Diamond & Faint
Ever wondered how to draft a fantasy city the way you’d plan a campaign—line of sight, resource flow, secret passages? I feel the rules of imagination are oddly strict, almost like a game you can’t cheat in.
Sure, draft like a map. Every street is a line of sight, each gate a choke point, the water supply a lifeline. Use constraints as tools, not limits.
I’ll sketch it in my mind: streets become arrows that can see only so far, gates are the tight spots you can’t ignore, water is the river that decides where life can grow. Constraints are the hidden rails that keep the whole thing from spinning out of control. It’s like setting up a board game with every piece already feeling where it wants to be.
Sounds like you’re turning the city into a chessboard—every alley’s a line of attack, every gate a forced move, the river a resource that pins the play. Keep those constraints as the edge that forces your opponents into predictable patterns. That’s how you win before the battle starts.
Maybe the city feels like a chessboard, but the real trick is that the pawns—those ordinary citizens—don’t always move as you expect, and they’ll slip past even the tightest constraints if they’re clever enough.
Right, citizens are the wildcards. Treat them as variables in your equation and set traps that reward cleverness instead of just brute force. That’s how you keep the city from becoming a predictable board.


#### [Task directions]
Look for the string "name" in the listing below and copy every line in which it appears.

#### [Input]
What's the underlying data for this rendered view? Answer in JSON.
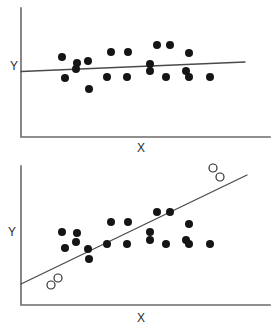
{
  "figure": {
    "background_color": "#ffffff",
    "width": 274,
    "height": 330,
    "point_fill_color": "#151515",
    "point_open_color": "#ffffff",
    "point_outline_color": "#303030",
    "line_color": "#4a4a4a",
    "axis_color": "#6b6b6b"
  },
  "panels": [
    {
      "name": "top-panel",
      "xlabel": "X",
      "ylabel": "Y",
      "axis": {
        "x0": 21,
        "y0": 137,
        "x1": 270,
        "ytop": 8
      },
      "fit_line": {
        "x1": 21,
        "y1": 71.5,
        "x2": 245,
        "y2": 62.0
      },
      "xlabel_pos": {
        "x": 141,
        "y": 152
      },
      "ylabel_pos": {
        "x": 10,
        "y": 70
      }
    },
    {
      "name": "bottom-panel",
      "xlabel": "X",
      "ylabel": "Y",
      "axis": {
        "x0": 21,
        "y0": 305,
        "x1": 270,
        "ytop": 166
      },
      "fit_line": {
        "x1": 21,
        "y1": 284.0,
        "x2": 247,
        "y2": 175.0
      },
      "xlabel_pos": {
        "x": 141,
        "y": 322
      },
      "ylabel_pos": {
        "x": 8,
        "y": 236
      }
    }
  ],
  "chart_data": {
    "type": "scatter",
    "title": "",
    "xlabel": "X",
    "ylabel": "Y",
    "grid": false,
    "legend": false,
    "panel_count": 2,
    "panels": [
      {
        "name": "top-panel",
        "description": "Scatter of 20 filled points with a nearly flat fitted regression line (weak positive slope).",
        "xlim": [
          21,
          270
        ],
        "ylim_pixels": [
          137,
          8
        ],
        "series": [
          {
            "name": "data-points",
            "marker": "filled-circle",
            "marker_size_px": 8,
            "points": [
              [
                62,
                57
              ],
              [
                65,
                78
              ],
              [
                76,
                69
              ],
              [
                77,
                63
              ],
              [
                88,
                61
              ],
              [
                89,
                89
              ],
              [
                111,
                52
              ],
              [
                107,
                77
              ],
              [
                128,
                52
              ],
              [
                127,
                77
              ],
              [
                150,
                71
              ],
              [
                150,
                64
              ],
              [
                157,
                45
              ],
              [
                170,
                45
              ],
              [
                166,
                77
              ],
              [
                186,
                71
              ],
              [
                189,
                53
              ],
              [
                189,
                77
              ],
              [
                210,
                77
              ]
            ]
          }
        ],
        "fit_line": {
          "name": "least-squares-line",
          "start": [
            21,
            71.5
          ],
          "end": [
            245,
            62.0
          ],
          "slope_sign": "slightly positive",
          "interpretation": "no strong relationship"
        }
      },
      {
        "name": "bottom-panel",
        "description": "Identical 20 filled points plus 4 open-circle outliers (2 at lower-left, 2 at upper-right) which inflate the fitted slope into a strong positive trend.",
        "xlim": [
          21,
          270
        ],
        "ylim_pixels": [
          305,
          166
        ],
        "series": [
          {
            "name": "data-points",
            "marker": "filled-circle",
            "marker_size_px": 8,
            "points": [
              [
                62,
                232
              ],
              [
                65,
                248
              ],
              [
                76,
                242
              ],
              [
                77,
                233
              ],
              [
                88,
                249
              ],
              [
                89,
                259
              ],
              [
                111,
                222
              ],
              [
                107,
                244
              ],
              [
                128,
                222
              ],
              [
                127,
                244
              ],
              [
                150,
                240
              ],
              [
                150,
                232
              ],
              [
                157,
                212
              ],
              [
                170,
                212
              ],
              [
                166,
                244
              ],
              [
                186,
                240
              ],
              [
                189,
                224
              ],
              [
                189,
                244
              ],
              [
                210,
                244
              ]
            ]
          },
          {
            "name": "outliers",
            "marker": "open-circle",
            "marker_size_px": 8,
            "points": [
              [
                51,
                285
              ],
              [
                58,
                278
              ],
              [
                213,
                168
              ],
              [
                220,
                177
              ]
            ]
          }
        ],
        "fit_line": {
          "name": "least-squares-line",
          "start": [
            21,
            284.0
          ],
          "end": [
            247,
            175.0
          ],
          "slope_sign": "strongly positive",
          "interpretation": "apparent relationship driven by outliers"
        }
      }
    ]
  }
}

--

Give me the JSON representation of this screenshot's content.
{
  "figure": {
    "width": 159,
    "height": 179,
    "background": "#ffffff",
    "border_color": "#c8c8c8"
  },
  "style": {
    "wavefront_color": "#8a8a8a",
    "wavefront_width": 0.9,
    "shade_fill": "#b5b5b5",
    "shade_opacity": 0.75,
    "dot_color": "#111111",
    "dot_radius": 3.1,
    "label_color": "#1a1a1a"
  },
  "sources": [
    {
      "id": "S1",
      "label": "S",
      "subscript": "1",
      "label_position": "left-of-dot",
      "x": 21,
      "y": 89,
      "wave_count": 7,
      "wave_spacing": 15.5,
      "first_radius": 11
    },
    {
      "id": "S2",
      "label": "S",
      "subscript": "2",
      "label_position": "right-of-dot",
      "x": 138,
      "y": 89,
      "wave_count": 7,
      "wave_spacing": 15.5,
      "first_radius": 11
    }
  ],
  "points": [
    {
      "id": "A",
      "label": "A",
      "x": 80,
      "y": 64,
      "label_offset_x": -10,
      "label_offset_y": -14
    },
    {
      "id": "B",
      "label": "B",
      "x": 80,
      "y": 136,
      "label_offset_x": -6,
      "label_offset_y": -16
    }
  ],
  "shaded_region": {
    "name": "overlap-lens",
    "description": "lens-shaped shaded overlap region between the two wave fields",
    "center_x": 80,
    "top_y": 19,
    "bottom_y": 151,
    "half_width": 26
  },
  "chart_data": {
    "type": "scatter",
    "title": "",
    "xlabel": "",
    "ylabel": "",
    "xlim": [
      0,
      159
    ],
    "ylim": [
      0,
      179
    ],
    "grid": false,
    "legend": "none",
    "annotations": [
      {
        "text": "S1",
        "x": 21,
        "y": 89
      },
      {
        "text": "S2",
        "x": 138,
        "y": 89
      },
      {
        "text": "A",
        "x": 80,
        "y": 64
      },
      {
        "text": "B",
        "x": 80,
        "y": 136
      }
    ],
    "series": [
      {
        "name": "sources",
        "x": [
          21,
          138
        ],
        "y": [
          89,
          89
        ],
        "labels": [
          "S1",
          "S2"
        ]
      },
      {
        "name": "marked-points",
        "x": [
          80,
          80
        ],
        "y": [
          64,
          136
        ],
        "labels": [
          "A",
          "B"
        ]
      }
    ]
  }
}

* * *

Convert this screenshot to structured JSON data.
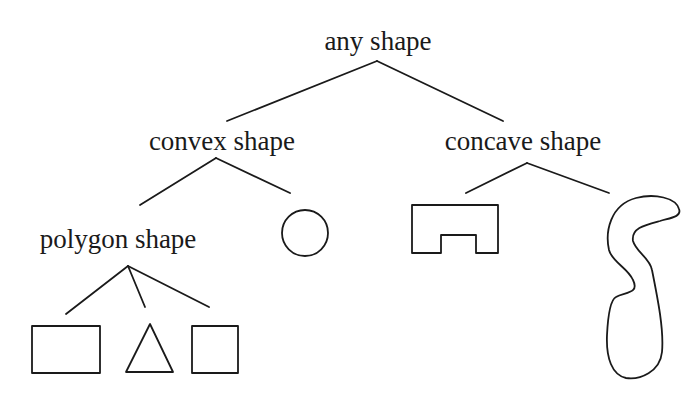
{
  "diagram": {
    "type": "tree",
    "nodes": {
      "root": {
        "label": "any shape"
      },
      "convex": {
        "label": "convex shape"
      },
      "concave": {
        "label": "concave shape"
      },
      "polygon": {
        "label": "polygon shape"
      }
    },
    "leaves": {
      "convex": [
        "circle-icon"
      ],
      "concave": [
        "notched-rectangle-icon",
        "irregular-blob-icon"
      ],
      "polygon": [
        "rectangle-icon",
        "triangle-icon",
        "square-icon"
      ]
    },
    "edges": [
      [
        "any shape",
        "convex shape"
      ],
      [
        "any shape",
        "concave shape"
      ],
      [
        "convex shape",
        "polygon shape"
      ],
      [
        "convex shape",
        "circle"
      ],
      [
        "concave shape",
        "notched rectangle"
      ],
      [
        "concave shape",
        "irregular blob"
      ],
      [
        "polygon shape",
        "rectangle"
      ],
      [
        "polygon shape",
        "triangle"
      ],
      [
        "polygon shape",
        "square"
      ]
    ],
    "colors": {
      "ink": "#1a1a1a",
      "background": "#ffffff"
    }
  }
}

#### [Answer section]
      "name": "top-panel",
      "name": "bottom-panel",
        "name": "top-panel",
            "name": "data-points",
          "name": "least-squares-line",
        "name": "bottom-panel",
            "name": "data-points",
            "name": "outliers",
          "name": "least-squares-line",
    "name": "overlap-lens",
        "name": "sources",
        "name": "marked-points",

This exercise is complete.